Balancing aviation

Air Planes


India’s aviation crisis with Indigo did not emerge from a single trigger. It was the result of two systems ~ an airline operating at the edge of efficiency and a regulator pushing through a sweeping safety overhaul ~ colliding at precisely the moment the network was most vulnerable. The chaos that followed, with thousands stranded and a week-long wave of cancellations, revealed a deeper structural truth: India’s aviation ecosystem lacks resilience. Neither ultra-lean airline operations nor rigid one-size-fits-all regulation can sustain a country whose skies are crowded, airports congested, and weather disruptions routine.

For years, India’s low-cost carriers have optimised their schedules to the last minute. Aircraft utilisation of 13-14 hours a day, multiple short-segment rotations, and minimal standby crew helped keep fares low in a price-sensitive market. This model is efficient ~ but only in stable conditions. India’s operational environment has never been stable. Fog, ATC delays, runway closures, and late-night congestion are the predictable realities of every winter. A hyper-lean model that depends on everything running perfectly is bound to crumble when stress levels rise. This winter, stress arrived early. The revised night-duty and rest rules, which fundamentally redefined what counted as night flying and sharply limited the number of landings allowed after midnight, created a sudden contraction in legal crew availability. These rules were introduced with good intentions: reducing fatigue and enhancing safety.

But the implementation lacked the scientific backbone that modern aviation regulation demands. Fatigue cannot be managed through rigid caps alone. It requires biomathematical modelling, real-world data, and transparent impact assessments ~ all of which were missing. The result was a brittle system jolted by a regulatory shift. Flights that would ordinarily recover from small delays suddenly became illegal to operate past midnight. A chain reaction followed: cancelled rotations, grounded aircraft, and pilots pushed into extended rest windows. Meanwhile, India’s largest carrier, already running on the thinnest staffing margins, absorbed the worst of the impact. None of this absolves indigo of responsibility. Poor communication and inadequate contingency planning amplified passenger misery. But to frame the crisis as the failure of one airline is to miss the fundamental issue. India’s aviation sector is structured around extremes ~ hyper-lean private carriers and a regulator oscillating between lax oversight and sudden overcorrection.

What is missing is a hybrid model: firm baseline duty limits, flexible fatigue-management systems tailored to each airline, and regulations grounded in data rather than precautionary strictness. India’s passengers deserve both safety and reliability. They deserve a system that remains functional even when the clock edges past midnight, or when fog descends, or when delays stack up across the network. The real lesson of this winter is simple. Safety achieved without operational realism is unsustainable. Efficiency achieved without resilience is an illusion. What India needs now is a balance.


Exactly and only the lines from the line holding "Parse this screenshot: output" to the end of the records should be reproduced. Leave pictures out.

Given data
□ □ □ □
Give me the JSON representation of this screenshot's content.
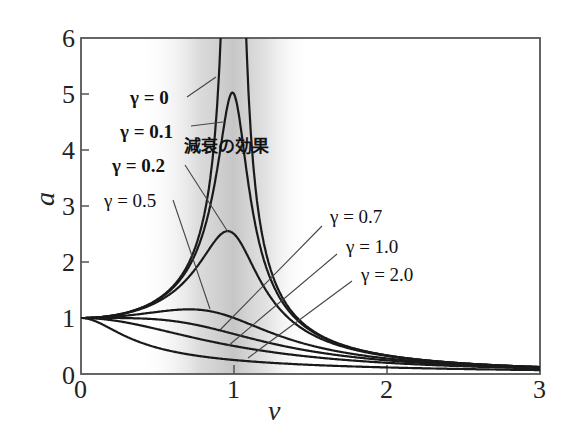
{
  "chart_data": {
    "type": "line",
    "title": "",
    "xlabel": "ν",
    "ylabel": "a",
    "xlim": [
      0,
      3
    ],
    "ylim": [
      0,
      6
    ],
    "x_ticks": [
      "0",
      "1",
      "2",
      "3"
    ],
    "y_ticks": [
      "0",
      "1",
      "2",
      "3",
      "4",
      "5",
      "6"
    ],
    "grid": false,
    "legend_position": "inline labels with leader lines",
    "formula": "a = 1 / sqrt((1 - ν²)² + (2γν)²)",
    "shaded_band": {
      "x_from": 0.45,
      "x_to": 1.45,
      "peak_x": 1.0
    },
    "annotation": "減衰の効果",
    "series": [
      {
        "name": "γ = 0",
        "gamma": 0.0,
        "peak": "∞ at ν = 1",
        "points": [
          [
            0,
            1
          ],
          [
            0.5,
            1.33
          ],
          [
            0.8,
            2.78
          ],
          [
            0.9,
            5.26
          ],
          [
            1.1,
            4.76
          ],
          [
            1.2,
            2.27
          ],
          [
            1.5,
            0.8
          ],
          [
            2,
            0.33
          ],
          [
            3,
            0.125
          ]
        ]
      },
      {
        "name": "γ = 0.1",
        "gamma": 0.1,
        "peak": 5.03,
        "points": [
          [
            0,
            1
          ],
          [
            0.5,
            1.32
          ],
          [
            0.8,
            2.55
          ],
          [
            0.99,
            5.03
          ],
          [
            1.2,
            2.11
          ],
          [
            1.5,
            0.79
          ],
          [
            2,
            0.33
          ],
          [
            3,
            0.125
          ]
        ]
      },
      {
        "name": "γ = 0.2",
        "gamma": 0.2,
        "peak": 2.55,
        "points": [
          [
            0,
            1
          ],
          [
            0.5,
            1.28
          ],
          [
            0.8,
            2.04
          ],
          [
            0.96,
            2.55
          ],
          [
            1.2,
            1.67
          ],
          [
            1.5,
            0.74
          ],
          [
            2,
            0.32
          ],
          [
            3,
            0.124
          ]
        ]
      },
      {
        "name": "γ = 0.5",
        "gamma": 0.5,
        "peak": 1.15,
        "points": [
          [
            0,
            1
          ],
          [
            0.5,
            1.11
          ],
          [
            0.71,
            1.15
          ],
          [
            1,
            1.0
          ],
          [
            1.5,
            0.55
          ],
          [
            2,
            0.28
          ],
          [
            3,
            0.12
          ]
        ]
      },
      {
        "name": "γ = 0.7",
        "gamma": 0.7,
        "peak": 1.0,
        "points": [
          [
            0,
            1
          ],
          [
            0.5,
            0.95
          ],
          [
            1,
            0.71
          ],
          [
            1.5,
            0.42
          ],
          [
            2,
            0.24
          ],
          [
            3,
            0.11
          ]
        ]
      },
      {
        "name": "γ = 1.0",
        "gamma": 1.0,
        "peak": 1.0,
        "points": [
          [
            0,
            1
          ],
          [
            0.5,
            0.8
          ],
          [
            1,
            0.5
          ],
          [
            1.5,
            0.31
          ],
          [
            2,
            0.2
          ],
          [
            3,
            0.1
          ]
        ]
      },
      {
        "name": "γ = 2.0",
        "gamma": 2.0,
        "peak": 1.0,
        "points": [
          [
            0,
            1
          ],
          [
            0.5,
            0.49
          ],
          [
            1,
            0.25
          ],
          [
            1.5,
            0.16
          ],
          [
            2,
            0.11
          ],
          [
            3,
            0.07
          ]
        ]
      }
    ]
  },
  "labels": {
    "gamma_0": "γ = 0",
    "gamma_01": "γ = 0.1",
    "gamma_02": "γ = 0.2",
    "gamma_05": "γ = 0.5",
    "gamma_07": "γ = 0.7",
    "gamma_10": "γ = 1.0",
    "gamma_20": "γ = 2.0",
    "damping_effect": "減衰の効果"
  },
  "axes": {
    "x_label": "ν",
    "y_label": "a",
    "x_ticks": [
      "0",
      "1",
      "2",
      "3"
    ],
    "y_ticks": [
      "0",
      "1",
      "2",
      "3",
      "4",
      "5",
      "6"
    ]
  },
  "colors": {
    "curve": "#1a1a1a",
    "leader": "#444444",
    "axis": "#555555",
    "band": "#bdbdbd"
  }
}
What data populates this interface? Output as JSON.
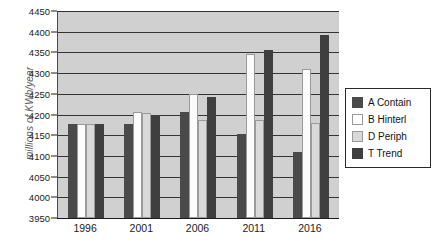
{
  "chart_data": {
    "type": "bar",
    "title": "",
    "subtitle": "",
    "xlabel": "",
    "ylabel": "millions of KWh/year",
    "categories": [
      "1996",
      "2001",
      "2006",
      "2011",
      "2016"
    ],
    "ylim": [
      3950,
      4450
    ],
    "ytick_step": 50,
    "yticks": [
      "3950",
      "4000",
      "4050",
      "4100",
      "4150",
      "4200",
      "4250",
      "4300",
      "4350",
      "4400",
      "4450"
    ],
    "grid": true,
    "legend_position": "right",
    "series": [
      {
        "name": "A Contain",
        "swatch": "s-dark",
        "color": "#4a4a4a",
        "values": [
          4178,
          4178,
          4205,
          4152,
          4110
        ]
      },
      {
        "name": "B Hinterl",
        "swatch": "s-white",
        "color": "#fbfbfb",
        "values": [
          4178,
          4205,
          4250,
          4345,
          4310
        ]
      },
      {
        "name": "D Periph",
        "swatch": "s-light",
        "color": "#d9d9d9",
        "values": [
          4178,
          4203,
          4186,
          4186,
          4180
        ]
      },
      {
        "name": "T Trend",
        "swatch": "s-dark2",
        "color": "#3f3f3f",
        "values": [
          4178,
          4200,
          4242,
          4355,
          4393
        ]
      }
    ]
  },
  "legend": {
    "items": [
      {
        "label": "A Contain",
        "swatch": "s-dark"
      },
      {
        "label": "B Hinterl",
        "swatch": "s-white"
      },
      {
        "label": "D Periph",
        "swatch": "s-light"
      },
      {
        "label": "T Trend",
        "swatch": "s-dark2"
      }
    ]
  }
}
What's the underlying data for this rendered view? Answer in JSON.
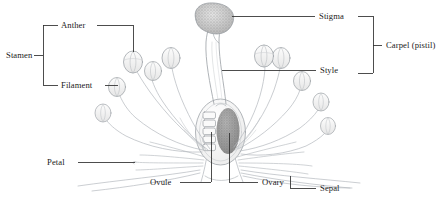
{
  "diagram": {
    "style": "pencil line drawing, greyscale",
    "background_color": "#ffffff",
    "line_color": "#9aa0a6",
    "leader_color": "#3a3a3a",
    "text_color": "#1a1a1a"
  },
  "labels": {
    "stamen": "Stamen",
    "anther": "Anther",
    "filament": "Filament",
    "stigma": "Stigma",
    "carpel": "Carpel (pistil)",
    "style": "Style",
    "petal": "Petal",
    "ovule": "Ovule",
    "ovary": "Ovary",
    "sepal": "Sepal"
  },
  "groups": {
    "stamen_members": [
      "Anther",
      "Filament"
    ],
    "carpel_members": [
      "Stigma",
      "Style"
    ]
  },
  "parts": [
    {
      "name": "Stigma",
      "group": "Carpel (pistil)",
      "side": "right"
    },
    {
      "name": "Style",
      "group": "Carpel (pistil)",
      "side": "right"
    },
    {
      "name": "Anther",
      "group": "Stamen",
      "side": "left"
    },
    {
      "name": "Filament",
      "group": "Stamen",
      "side": "left"
    },
    {
      "name": "Petal",
      "group": "",
      "side": "left"
    },
    {
      "name": "Ovule",
      "group": "",
      "side": "bottom"
    },
    {
      "name": "Ovary",
      "group": "",
      "side": "bottom"
    },
    {
      "name": "Sepal",
      "group": "",
      "side": "bottom"
    }
  ]
}
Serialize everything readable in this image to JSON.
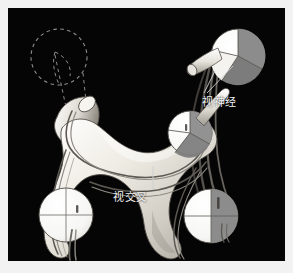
{
  "figure": {
    "background_color": "#050505",
    "frame_color": "#f2f2f2",
    "body_color": "#e9e6de",
    "tract_line_color": "#6e6e6e",
    "field_white_color": "#fbfbfb",
    "field_gray_color": "#8f8f8f",
    "label_color": "#f4f4f4",
    "dashed_color": "#9a9a9a",
    "leader_color": "#cfcfcf"
  },
  "labels": {
    "optic_nerve": "视神经",
    "optic_chiasm": "视交叉"
  },
  "visual_fields": [
    {
      "name": "upper-right-eye",
      "position": "top-right",
      "quadrants": [
        "white",
        "gray",
        "gray",
        "white"
      ]
    },
    {
      "name": "inner-right-eye",
      "position": "mid-right",
      "quadrants": [
        "white",
        "gray",
        "gray",
        "white"
      ]
    },
    {
      "name": "lower-left-eye",
      "position": "bottom-left",
      "quadrants": [
        "white",
        "white",
        "white",
        "white"
      ]
    },
    {
      "name": "lower-right-eye",
      "position": "bottom-right",
      "quadrants": [
        "white",
        "gray",
        "white",
        "gray"
      ]
    }
  ],
  "ghost_outline": {
    "name": "missing-eye-outline",
    "style": "dashed-circle"
  }
}
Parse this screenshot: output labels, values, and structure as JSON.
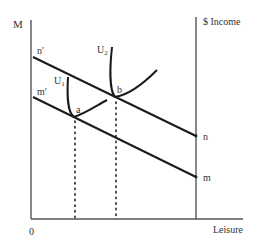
{
  "diagram": {
    "type": "indifference-curve-budget-constraint",
    "labels": {
      "y_axis_left": "M",
      "y_axis_right": "$ Income",
      "x_axis": "Leisure",
      "origin": "0",
      "budget_upper_start": "n′",
      "budget_upper_end": "n",
      "budget_lower_start": "m′",
      "budget_lower_end": "m",
      "curve_low": "U",
      "curve_low_sub": "1",
      "curve_high": "U",
      "curve_high_sub": "2",
      "point_low": "a",
      "point_high": "b"
    },
    "colors": {
      "line": "#1a1a1a",
      "axis": "#555555",
      "text": "#333333"
    }
  }
}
□ □ □ □
Response
Parse this screenshot: output labels, values, and structure as JSON.
{
  "diagram": {
    "type": "indifference-curve-budget-constraint",
    "labels": {
      "y_axis_left": "M",
      "y_axis_right": "$ Income",
      "x_axis": "Leisure",
      "origin": "0",
      "budget_upper_start": "n′",
      "budget_upper_end": "n",
      "budget_lower_start": "m′",
      "budget_lower_end": "m",
      "curve_low": "U",
      "curve_low_sub": "1",
      "curve_high": "U",
      "curve_high_sub": "2",
      "point_low": "a",
      "point_high": "b"
    },
    "colors": {
      "line": "#1a1a1a",
      "axis": "#555555",
      "text": "#333333"
    }
  }
}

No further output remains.